There’s no evidence of that from Uber yet. As a VC entity, it was magic. As a public stock, it competes for capital directly against Amazon, Apple, the entrenched giant company of your choice.

And unless any stock finds motivated buyers, it’s going to contend with motivated sellers. VC can sit on a portfolio company for years but sooner or later every position needs to be marked and scored so the fund can liquidate and money can get back to work.

This means VC’s patience is long but hits its own limit. If the average position scores within seven years or maybe nine years if you exit via IPO, patience with Uber is running out now.

Hype and hope have nothing to do with that math. It’s how VC works. When the fund’s time runs out, you need to go, whether the portfolio is full of gems or dirt. 

We hit that limit. Uber got its IPO and now the funds have gotten their chance to exit. 

It was far from a perfect exit but the time for patience and calling your IPO window ran out years ago. The company simply took too long feeding from the VC pump. 

So when they go out, it’s into the worst market week in months. A lot of big bets are unwinding. Uber alone has already dropped 18% from its deal price, destroying $15 billion of paper capital.

Lyft, of course, has been cut in half. It’s gone from 10X revenue to a 5X valuation, which implies that Uber is going down to $30 just to keep up.

And it’s had an extra six weeks to start making friends with institutions, get the professional market coverage going. 

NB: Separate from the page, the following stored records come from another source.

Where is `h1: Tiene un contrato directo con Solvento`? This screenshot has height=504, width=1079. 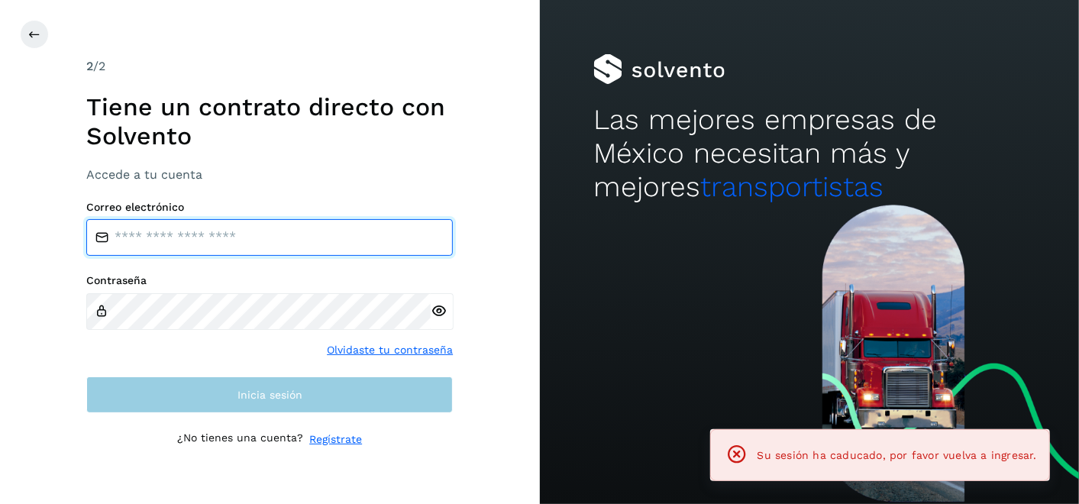 h1: Tiene un contrato directo con Solvento is located at coordinates (270, 121).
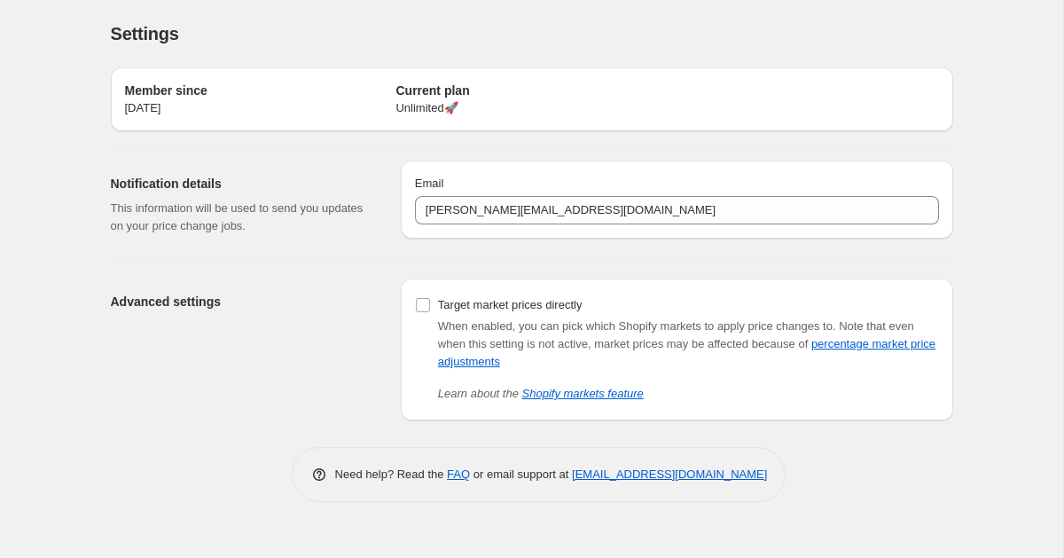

By the time Uber is where Lyft is now, there’s no telling where either stock will be. My guess is that both have a tough road ahead. The window shut.

The clock is now ticking on when either or both runs out of cash. Growth rates flatten when you’re trying to curb the burn. You go into survival mode.

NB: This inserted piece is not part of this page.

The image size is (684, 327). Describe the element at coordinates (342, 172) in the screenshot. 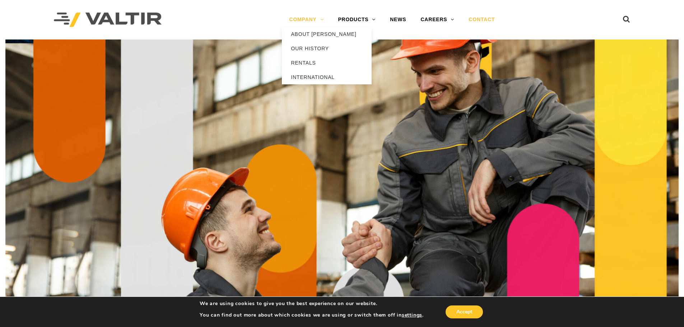

I see `img: Contact_1` at that location.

Their best bet is for their early-stage backers to float them a secret lifeline. They can’t just file for another multi-billion-dollar funding round without diluting the stock and alienating everyone.

However, their backers can buy more stock, doubling down but also averaging their overall cost.

PayPal, for example, spent $500 million to buy in at the IPO price. Another $50 million here gives them a total basis of around $44.50 – not great, but better than what they have now.

If they had conviction then and still have the cash to deploy, they ultimately get a better deal. Toyota, Google, just about any strategic partner can grab a bigger piece now.

The question is whether that’s what they want. What we know is that Lyft was always smaller. It went public earlier in its growth cycle and never raised as much cash to bloat its valuation.

The numbers make more sense for manipulators trying to keep that stock afloat. In theory they can always amass a large enough stake to force a marriage of desperation with Uber or take it private.

It only takes $12 billion now. Apple can write that check today from petty cash and become a star in the auto world after all. 

Perversely, saving Uber – even if it looks like the stronger player in the industry in terms of numbers – is harder. You need five times as much cash to get that kind of leverage.

And you’ve got at least five times as much built-up hope waiting to curdle. VC’s exit horizon is mostly done. They’re all eager to go.

Motivated sellers. Who will buy? If it's only people who already own and are just trying to keep the ultimate exit open, you've got a problem.